… and hope does not disappoint, because the love of God has been poured out within our hearts through the Holy Spirit who was given to us (Romans 5:5).
What is the point of celebrating the coming of a new year?
After all, is not the marking of the new year merely a matter of an ordinary transition on the calendar? Don’t we observe a new year every year? In 45 BC, Julius Caesar, who held the position of dictator of the Roman Republic, instituted the Julian calendar to replace the old Roman calendar. The Julian calendar measured the passage of a year at 365 and a quarter days, and the leap year was instituted every four years. But the Julian calendar was eleven minutes and fourteen seconds off the actual time it takes for the earth to revolve around the sun. In 1582, this temporal drift was corrected by Pope Gregory XIII, which at that time added ten days to the calendar.

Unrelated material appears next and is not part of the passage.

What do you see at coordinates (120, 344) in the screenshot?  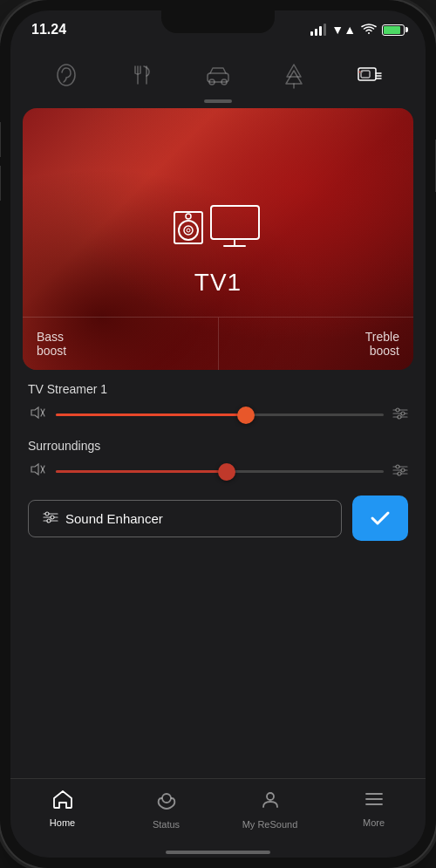 I see `bass-boost-button: Bassboost` at bounding box center [120, 344].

The Gregorian calendar was accepted in Western Europe, but Great Britain did not come around to making the adjustment till 1752, and Russia, not until 1918. Sometimes on old graves, you will see dates rendered as “O.S.,” meaning “Old Style,” such as Thomas Jefferson’s grave. His birthdate is rendered “April 2, 1743 O.S.” on his grave at Monticello. Russians call their revolution the “October Revolution,” but the Bolsheviks took over on Nov. 7, 1917, according to the Gregorian calendar. Since they still used the old Julian calendar at that time, they marked the coming into power of the Bolsheviks on Oct. 25.

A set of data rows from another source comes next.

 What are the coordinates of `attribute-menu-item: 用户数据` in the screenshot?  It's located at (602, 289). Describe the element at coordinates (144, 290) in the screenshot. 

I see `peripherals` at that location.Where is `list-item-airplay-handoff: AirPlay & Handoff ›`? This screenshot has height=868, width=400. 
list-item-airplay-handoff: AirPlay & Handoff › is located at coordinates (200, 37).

Isn’t New Year’s Day then just a matter of an observance on a contrived calendar style? To a pedantic cynic, perhaps. But for a Christian, New Year’s Day is a reminder of our hope in Christ.
For one thing, we measure our years by the birth of the Lord Jesus. True, it is now the practice of most academic historians to divide history into the categories of “Common Era” (C.E.) and “Before the Common Era” (B.C.E.), having abandoned the old classifications of A.D. (Anno Domine, or, Year of Our Lord) and B.C. (Before Christ). Despite the best efforts of secular historians who would like us to move on from such Christo-centric customs, the miraculous Incarnation of the God-Man is still the frame of reference for how we mark the passage of time (a delicious irony). Every time you write or type the month, day, and year on a page, you are observing the reality of the what the Old Testament prophets foretold about the coming of a Savior, going all the way back to the protoevangelium, the “first good news,” of Genesis 3:15—“And I will put enmity between you [the serpent] and the woman [Eve], and between your seed and her Seed; He shall bruise you on the head, and you shall bruise Him on the heel.”
Click Here to Read More (Originally Published at World Magazine)
John is a professor of church history and philosophy and chairman of the Church History Department at The Southern Baptist Theological Seminary.